Wednesday, June 12, 2019

Saints in the broom closet

A few weeks ago I misplaced my breviary, the one that generally I keep in my work bag, wrapped up in a furoshiki so that it does not suffer the fate of its predecessor (which disintegrated after 30 years of prayer). There had been an epic house tidy, so I thought it had just been moved to a new spot in the house. Or perhaps I'd left it on my desk at the office. Or in the back of the car. Really, it's not in the back of the car? Not in my office?

Did I leave it in the chapel? in the sacristy? No way to check as I was on and off the road, in and out of early meetings, and not at the parish in the morning. I made do with the iPad breviary and my little travel breviary. And the four volume set. All right, yes, I have...five different breviaries: a UK travel version, a US travel version, the four volume set and the one volume Christian Prayer. And the electronic one. And a couple of psalters. Lack of monastic simplicity, or simply a hunger for the psalms? You pick.

Finally back at the parish, I checked the chapel and sacristy. No luck, but several of the Augustinians remarked it had been in the chapel, then disappeared. They helped me do a quick search of the sacristy drawers and closets. No luck. Not in the music cabinet (where my breviary had once landed after being mistaken for a choir book and "put away" by a helpful choir member). Not stashed in the meditation space behind the tabernacle. Not stripped of its cover and popped into the collection of breviaries kept in a basket in the chapel.

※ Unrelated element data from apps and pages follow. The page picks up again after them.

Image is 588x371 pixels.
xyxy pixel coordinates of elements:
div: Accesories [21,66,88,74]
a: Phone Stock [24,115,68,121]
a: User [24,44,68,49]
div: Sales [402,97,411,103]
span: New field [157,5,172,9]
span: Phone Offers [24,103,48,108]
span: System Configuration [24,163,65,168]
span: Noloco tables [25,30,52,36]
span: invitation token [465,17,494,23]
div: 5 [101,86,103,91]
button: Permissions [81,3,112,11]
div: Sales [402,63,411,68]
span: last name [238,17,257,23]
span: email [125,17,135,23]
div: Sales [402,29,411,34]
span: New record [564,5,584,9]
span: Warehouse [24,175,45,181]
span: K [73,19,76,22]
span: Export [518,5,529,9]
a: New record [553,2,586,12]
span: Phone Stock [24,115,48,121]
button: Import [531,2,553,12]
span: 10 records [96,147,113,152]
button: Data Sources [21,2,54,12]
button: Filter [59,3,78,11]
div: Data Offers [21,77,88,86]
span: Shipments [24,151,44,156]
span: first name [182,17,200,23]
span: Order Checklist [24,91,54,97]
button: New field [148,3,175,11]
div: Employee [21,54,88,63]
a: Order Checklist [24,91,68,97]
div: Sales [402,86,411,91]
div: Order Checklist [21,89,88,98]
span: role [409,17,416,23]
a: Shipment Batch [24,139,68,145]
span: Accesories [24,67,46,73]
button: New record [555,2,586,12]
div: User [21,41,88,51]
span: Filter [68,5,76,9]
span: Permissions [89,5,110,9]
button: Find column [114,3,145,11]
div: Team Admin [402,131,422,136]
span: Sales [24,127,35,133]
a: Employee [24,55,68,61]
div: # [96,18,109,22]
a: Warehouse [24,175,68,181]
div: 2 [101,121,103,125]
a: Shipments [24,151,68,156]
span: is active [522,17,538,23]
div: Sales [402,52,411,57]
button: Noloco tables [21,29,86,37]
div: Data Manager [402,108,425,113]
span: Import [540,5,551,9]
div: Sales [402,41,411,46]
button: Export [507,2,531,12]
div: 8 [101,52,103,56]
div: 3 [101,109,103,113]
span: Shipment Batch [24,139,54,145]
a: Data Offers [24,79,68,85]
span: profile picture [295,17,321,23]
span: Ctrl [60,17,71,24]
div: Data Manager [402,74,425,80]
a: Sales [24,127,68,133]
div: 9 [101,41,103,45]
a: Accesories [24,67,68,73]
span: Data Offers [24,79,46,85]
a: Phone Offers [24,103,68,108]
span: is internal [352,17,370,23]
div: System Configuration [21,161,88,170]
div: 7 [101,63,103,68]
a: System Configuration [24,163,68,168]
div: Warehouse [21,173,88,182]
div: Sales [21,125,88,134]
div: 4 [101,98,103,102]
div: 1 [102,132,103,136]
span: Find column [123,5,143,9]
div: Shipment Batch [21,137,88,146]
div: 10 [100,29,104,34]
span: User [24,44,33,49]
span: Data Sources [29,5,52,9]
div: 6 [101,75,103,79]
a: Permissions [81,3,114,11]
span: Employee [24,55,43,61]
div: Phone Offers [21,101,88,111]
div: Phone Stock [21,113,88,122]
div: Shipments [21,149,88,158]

I joked that it would reappear once I ordered a new one, but inwardly I mourned that necessity. I could let go of the book itself and its wrapper, the furoshiki bought in a small town at the head of a pilgrimage route in Japan that each time I tie it reminds of all those on pilgrimage and of friends who have walked the Camino. The grace imparted by the blessings of the book did not vanish with the volume. Even the holy cards and notes that it has collected over the years could not truly be mourned, they are just physical talismans of prayers made and promised. What I mourned was the way the book had subtly molded itself to my hand, the softness of the ribbons, shifted multiple times a day to mark the passage of hours and days and seasons. The constant reminder of the ways in which prayer had adhered to my daily life.

Stoically, I ordered a new breviary. And on the way out of morning prayer last Friday, as a friend reminded me to pray to Pope St. John XXIII (a sure-fire finder of lost things), and as I responded that I should really pray to my mother, who even after she had lost much of her sight could find almost anything, the pastor appeared around the corner triumphantly holding up my wrapped breviary.  Until that moment none of us had thought to look in the closet behind the confessional where microphones and brooms are kept. And of course that everyday book of prayer would be stored not with music for feasts or linens to safeguard the holy of holies, but with the brooms.

Thanks, Mom (who I imagined having celestial coffee with that sainted Pope John and laughingly conspiring to send a brief dusting of grace my way.)





2 comments:

  1. I did not know that Pope St. John XXIII was a go-to for finding lost things. Back in the days before his canonization we always prayed to St. Andrew. I don't know why, but it was remarkably effective.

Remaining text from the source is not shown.